Here is a discussion with Chomsky on the topic.

https://chomsky.info/20020322/


Isn't this what you want, though, humans to make rational decisions towards solving problems, rather than stick with their ideological position?


But how can I dehumanize and dismiss them if I do that??


It's not dehumanizing to point out the fact that life long, globally recognized leading figure of a particular ideal is recommending a massive intervention which stands in total contrast to his own convictions, especially if he himself doesn't bother to elucidate on that fact.

He's making his own, obvious contradictory conclusions, can't blame the messenger.


I find it incredibly unlikely that we are going to be able to avoid the brunt of climate change. Mass flooding is going to happen and countries like Bangladesh will be swallowed up by the sea. Refugee crises are going to happen at unprecedented scales and there will likely be wars. Even the paltry GND, which is almost certainly not going to be instituted, would not prevent this.

This was inevitable under capitalism. As a system that requires constant growth, it is incredibly brittle and does not lend itself well to long-term, sustainable planning. The only question for me now is: how do we best prepare ourselves for the upcoming crisis, such that we might be able to construct an equitable, sustainable society out of it? Crisis doesn’t guarantee revolutionary change — but it can if we're organized properly.


Do you believe all coastal, sea-level cities will be swallowed up by the sea?


No. But those that lack the capital to be able to take appropriate countermeasures (largely in the global south) certainly will.


The New Deal has such a ridiculous glorified position in the view of the left. Of course it was a total failure and thankfully rules unconstitutional. The US had the deepest Great Depression, deeper then countries that didn't do a 'New Deal'.

You can pin-point the start of the recovery to the leaving of the gold standard (literally in the month by month producing you see it jumping). It was actually the New Deal that stopped the bounce back.

The politicians behind the new deal saw the Great Depression as an opportunity for social revolution, not as an economic recovery program. It is no secret that many of the primary architects behind the New Deal were strongly inspired by early socialism and fascism.

Further I would say Noam Chomsky has absolutely zero credibly in any topic related to economics. He is a weirdo socialist and we could go down 3 levels deep of what type of socialist exactly he is, but needless to economics and political science would agree that his ideas are not practical. So why take a advice from him on this.

You don't need a 'New Deal' you need to apply your budget and countries strategy with the long run goals you have and make good investments. The New Deal was the exact opposite, it was the embodiment of 'lets throw shit on the wall and hope for the best' often doing massive damage in the process. Mass slaughtering of pigs and destruction of other foods being the most absurd examples of such idiocy. The Blue Eagle program might be the worst regulation ever passed in American history. The list goes on.

Depending on what exactly you want to achieve, their are far, far better solutions then having the government bureaucrats blow billions of 100s of billions on politicians pet projects. Its totally contrary to how good government contract is done.

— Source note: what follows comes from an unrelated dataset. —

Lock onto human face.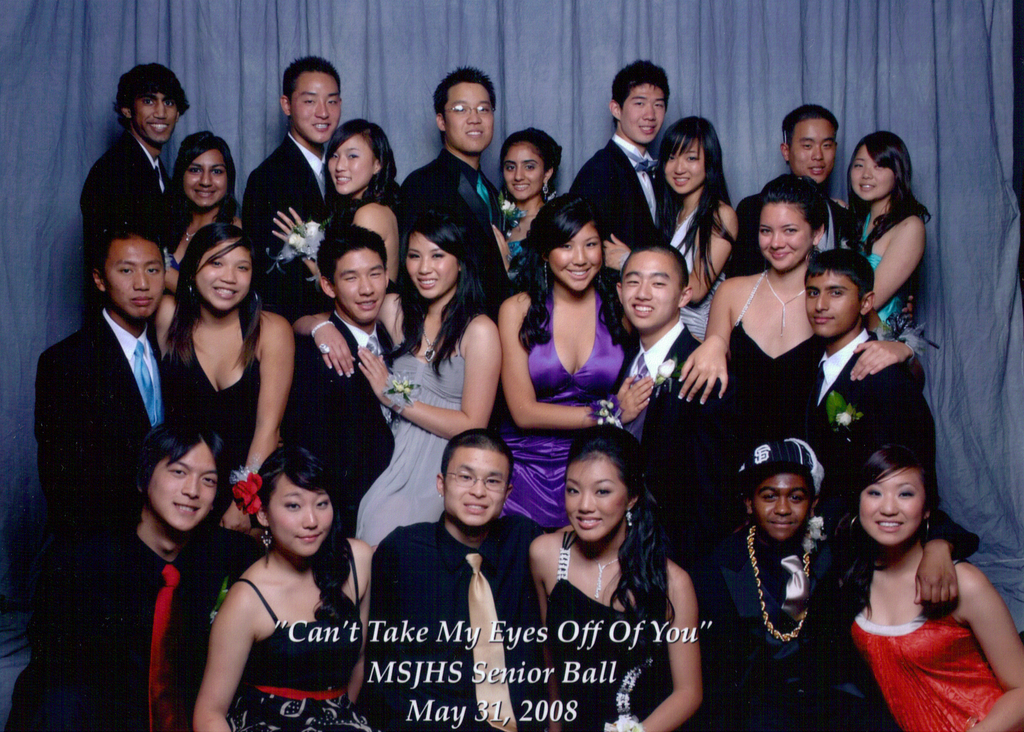
Locked: [193, 236, 253, 308].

Just as with the original New Deal this Green New Deal is not about achieving results. Its is about achieving social and governmental revolution along the principles that the authors believe in.

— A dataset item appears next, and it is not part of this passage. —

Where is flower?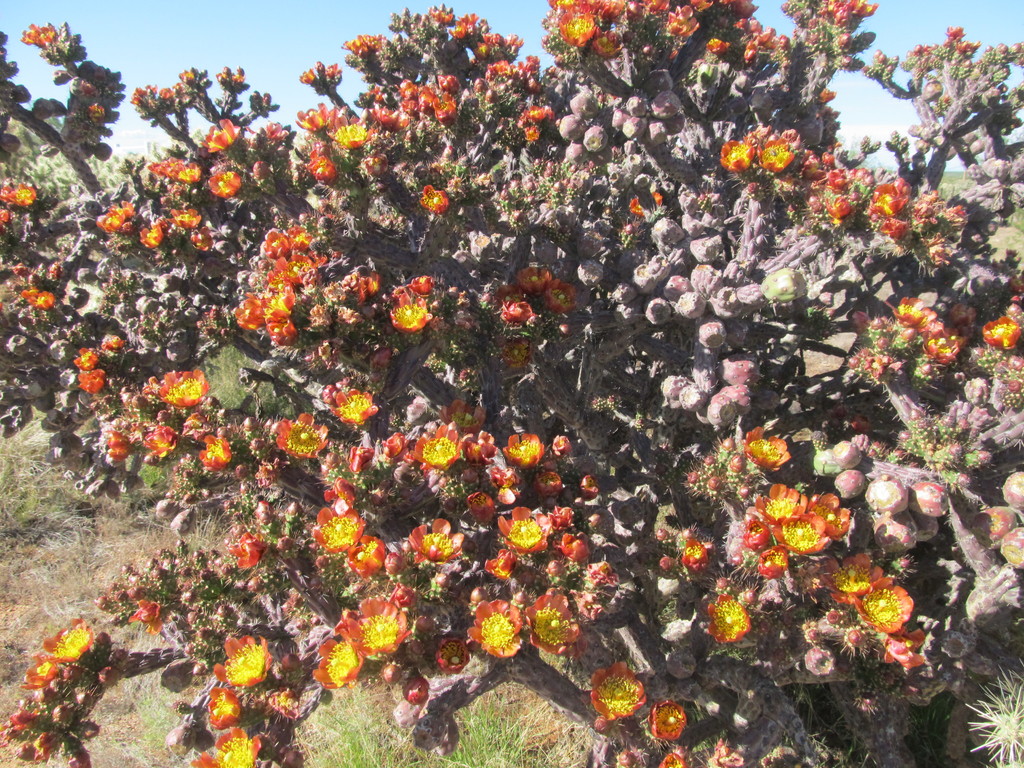
{"left": 888, "top": 627, "right": 928, "bottom": 669}.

Give me billions of dollars to hire people to dig holes in the desert and I’ll create a lot of jobs, and you’ll get, a lot of holes in the desert.

The “job creation” benefit myth needs to die. Some jobs are bad jobs, some have little or no economic value. Green New Deal advocates need to focus on the economic benefits of these plans, such as a healthier population due to less pollution, saving economical important properties from flooding, maintaining healthy fish stocks, etc, etc.


Funny how this argument is rarely leveled against the defense industry, the vast proportion of which is at best boondoggle busywork and at worst outright grift.


And it should be, because it’s equally valid. Having Boeing build F-35s instead of 787s lowers our standard of living.